See also 2016MirantisGoals
Jay wants me to come up with some long term objects related to career development. Areas outside my comfort zone that allow for continuous learning. Some ideas that leap immediately to mind are:
- go
- distributed systems theory
- the competition (docker, mesos, cloud foundry)
Part of the implication here is that my comfort zone is Python and web-dev and OpenStack to some extent still remains not a comfort zone. It would be nice to actually understand nova to such an extent that I could comprehend it with some degree of confidence. On the other hand I'd really like to blow it into constituent parts: nova-compute at least to its own independent repo.

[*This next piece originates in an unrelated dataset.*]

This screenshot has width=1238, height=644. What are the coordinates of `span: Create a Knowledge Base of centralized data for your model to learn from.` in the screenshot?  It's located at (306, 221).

Alongside is also the question of "what do I want to do with my career". It's a useful question for both the medium term and the long term. For the medium term, within OpenStack, I have an irresistible desire to be involved in and engaged with politics and governance. Not because I like it, but because I can't help myself.

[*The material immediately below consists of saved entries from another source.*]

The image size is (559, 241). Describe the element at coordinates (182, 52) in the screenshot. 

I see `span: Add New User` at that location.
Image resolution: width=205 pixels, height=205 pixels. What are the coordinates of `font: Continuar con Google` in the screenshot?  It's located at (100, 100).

Longer term I have some concerns about how long I can go go on being a teenager developer. My career is somewhat in reverse. I used to be a "director" and now I prefer to be "just a dev". It would be useful to move back in the direction of director for the sake of income and longevity, if the situation was interesting enough. I can be good at it, but I'm not sure I want to be, and I'm not sure the current environments are oriented to my text-based approach to things.
From a pragmatic standpoint it would be useful to know more about hypervisors, containers and networking concepts. I used to know networking very well but it has become very complicated in the last several years with all the tunnelling and broadcast domain jiggery pokery.
Even at my great age it would be useful to have some mentoring in terms of career direction. I pretty much want to be an available smart dude who sees the gaps and helps to fill them.